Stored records
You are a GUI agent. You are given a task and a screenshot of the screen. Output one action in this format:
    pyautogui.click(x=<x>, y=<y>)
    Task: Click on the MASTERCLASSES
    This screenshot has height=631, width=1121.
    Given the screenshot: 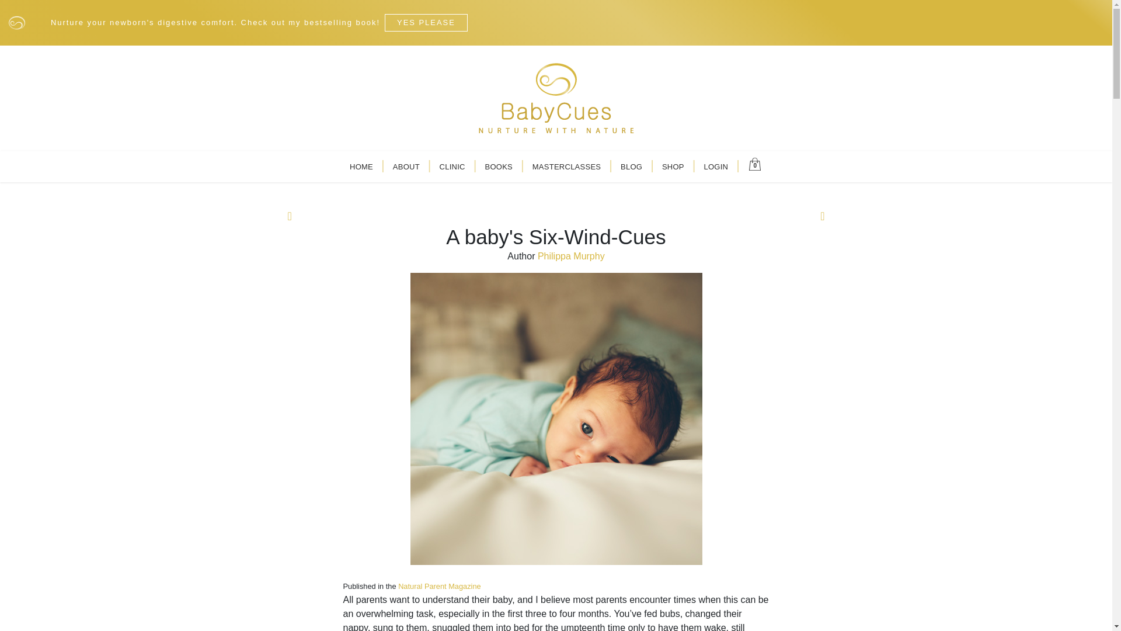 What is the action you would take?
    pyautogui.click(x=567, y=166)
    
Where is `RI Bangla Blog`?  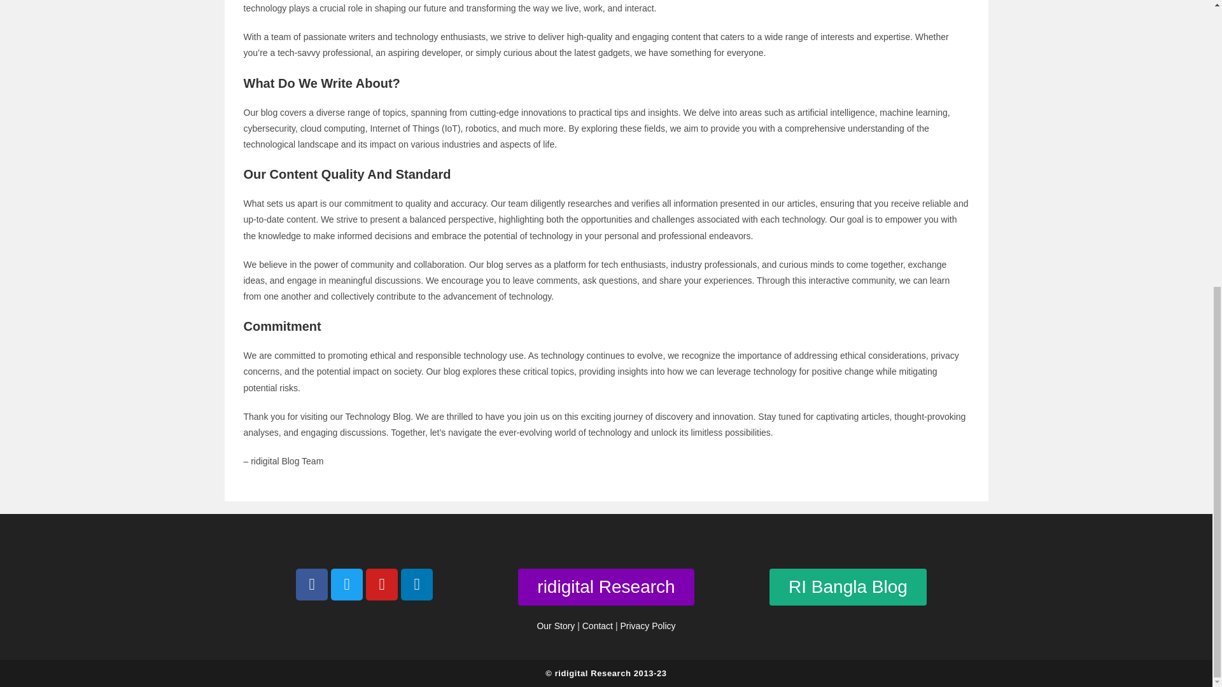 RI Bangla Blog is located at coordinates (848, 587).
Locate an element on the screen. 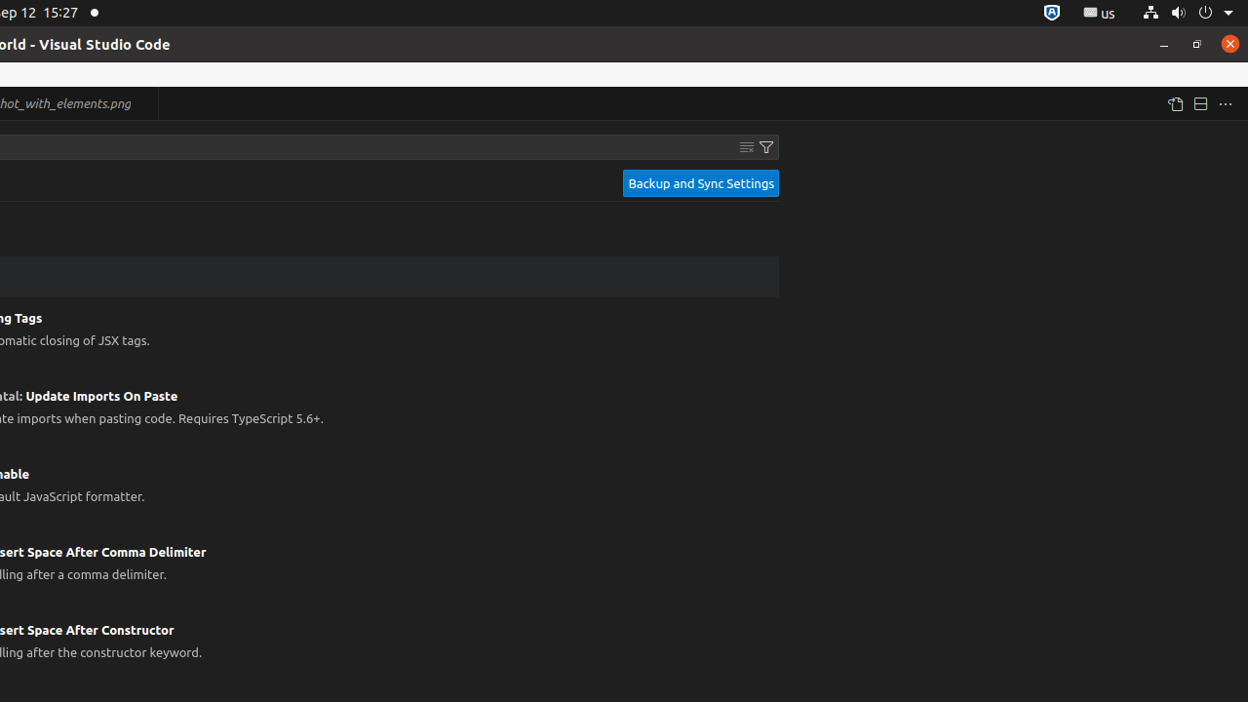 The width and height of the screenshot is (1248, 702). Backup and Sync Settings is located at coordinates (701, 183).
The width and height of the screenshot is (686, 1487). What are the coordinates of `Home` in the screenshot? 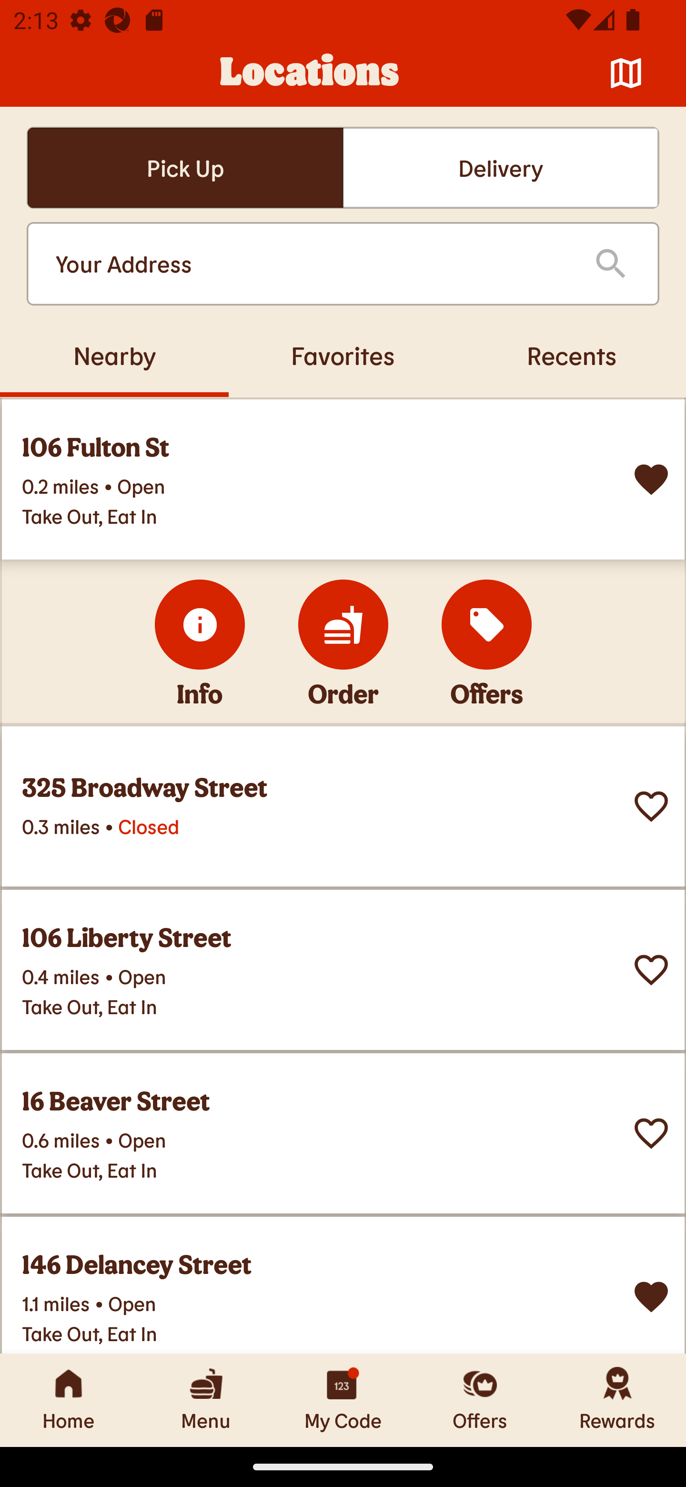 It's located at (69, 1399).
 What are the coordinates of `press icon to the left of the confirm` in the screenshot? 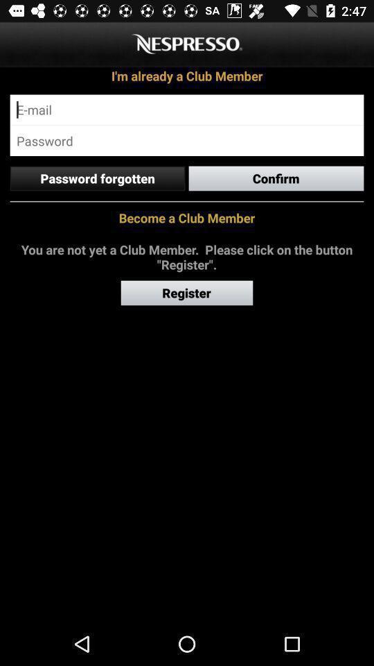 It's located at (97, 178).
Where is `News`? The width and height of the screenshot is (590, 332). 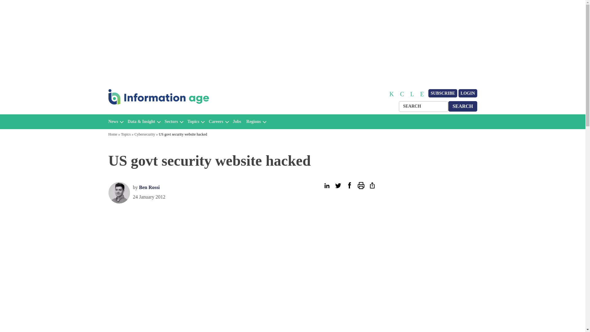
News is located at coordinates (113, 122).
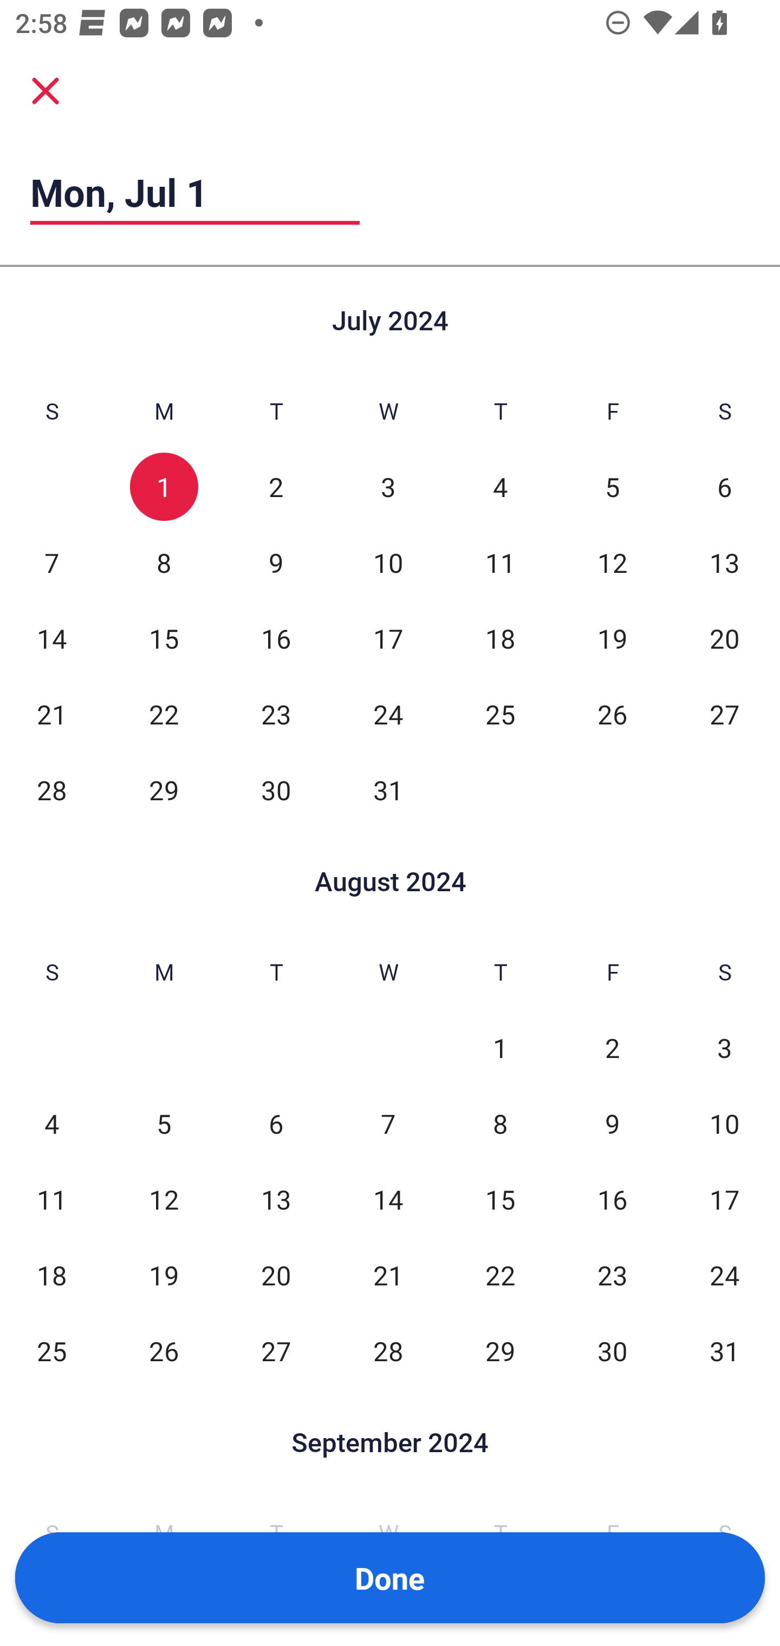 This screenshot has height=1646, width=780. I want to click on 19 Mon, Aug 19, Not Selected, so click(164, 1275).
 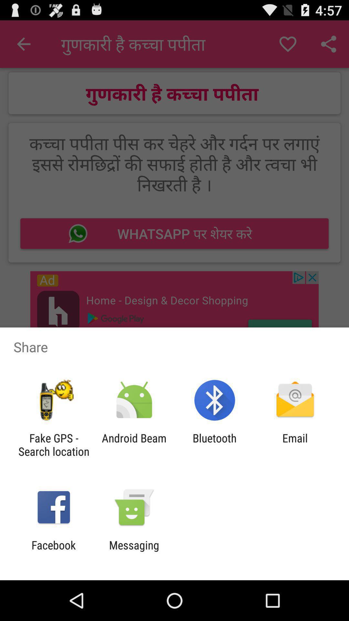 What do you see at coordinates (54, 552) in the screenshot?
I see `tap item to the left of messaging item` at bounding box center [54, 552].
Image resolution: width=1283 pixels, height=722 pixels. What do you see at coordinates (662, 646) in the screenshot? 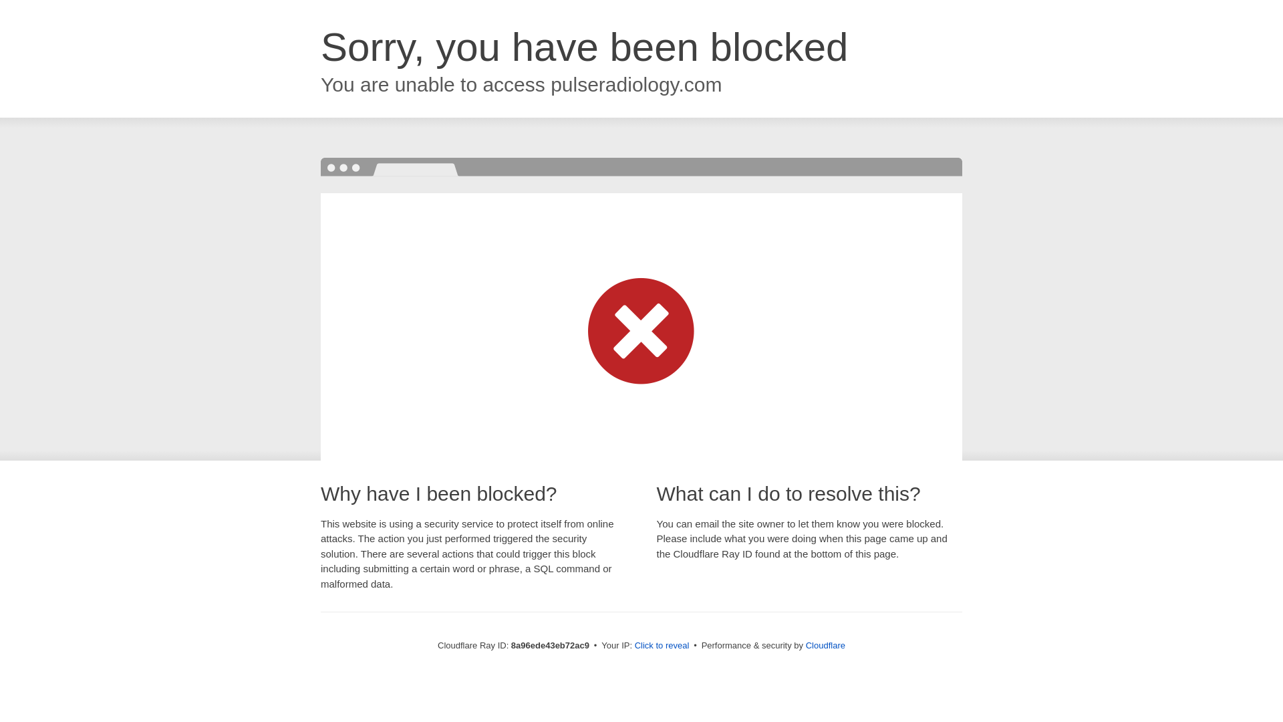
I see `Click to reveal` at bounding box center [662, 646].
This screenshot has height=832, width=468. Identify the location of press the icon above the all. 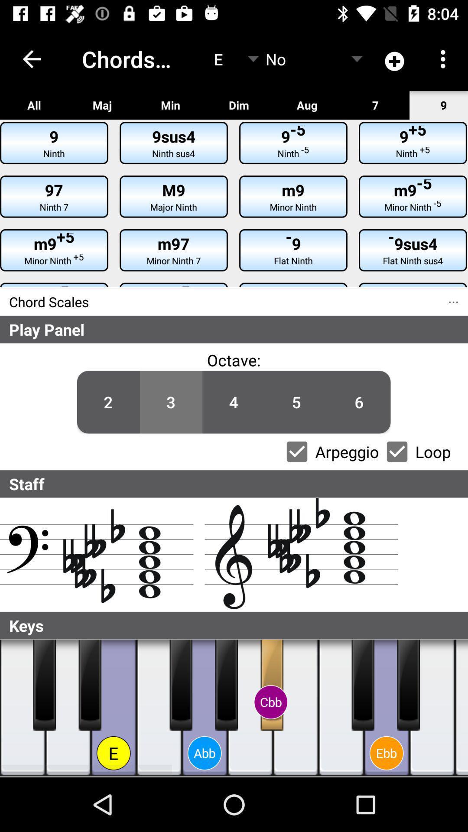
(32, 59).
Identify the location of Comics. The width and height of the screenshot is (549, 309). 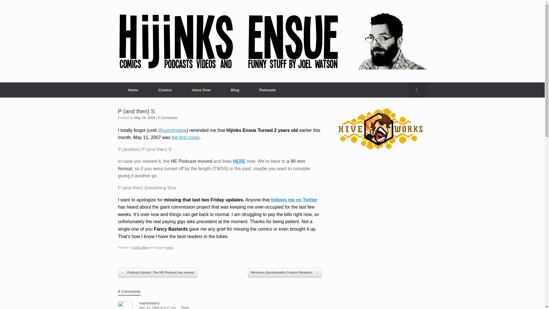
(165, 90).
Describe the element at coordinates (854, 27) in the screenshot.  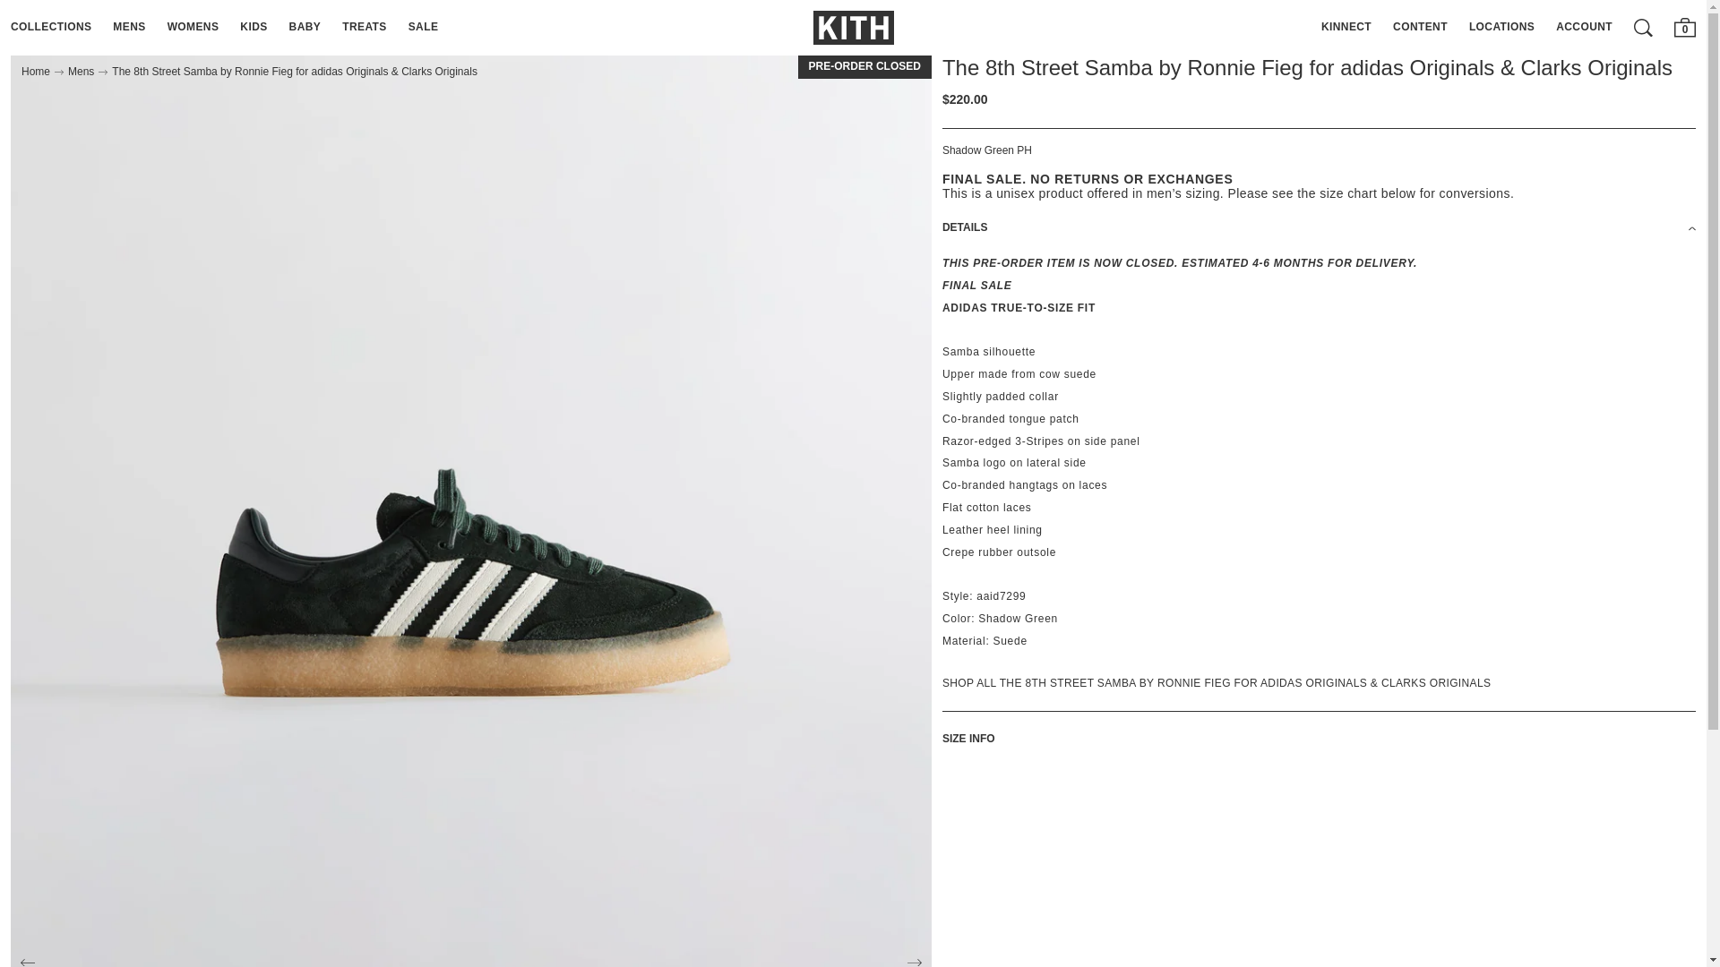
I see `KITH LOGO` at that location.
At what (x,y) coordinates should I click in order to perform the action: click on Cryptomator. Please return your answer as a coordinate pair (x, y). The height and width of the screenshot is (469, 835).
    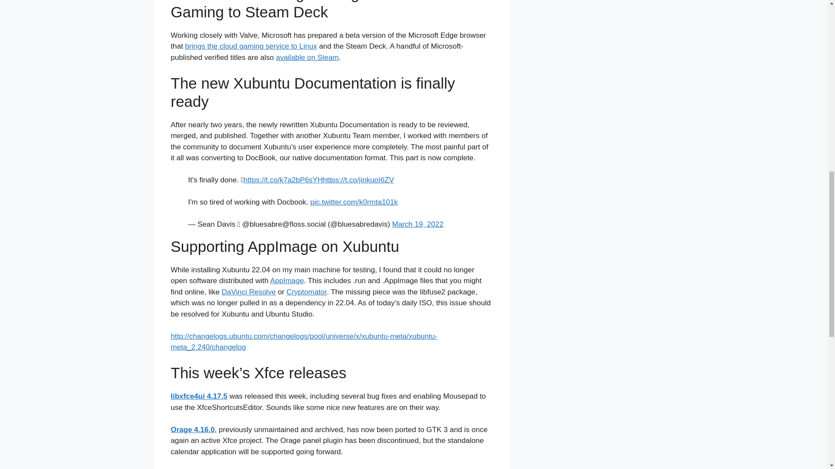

WHAT YOU WILL DO: Pictures stay out of this copy. Retype exactly the lines from the one with "Identify the location of Comics." through the last line of the data, both ends included, and nothing more.

EXPECTED OUTPUT:
Identify the location of Comics. The width and height of the screenshot is (549, 309). 
(165, 90).
Describe the element at coordinates (854, 27) in the screenshot.  
I see `KITH LOGO` at that location.
At what (x,y) coordinates should I click in order to perform the action: click on Cryptomator. Please return your answer as a coordinate pair (x, y). The height and width of the screenshot is (469, 835).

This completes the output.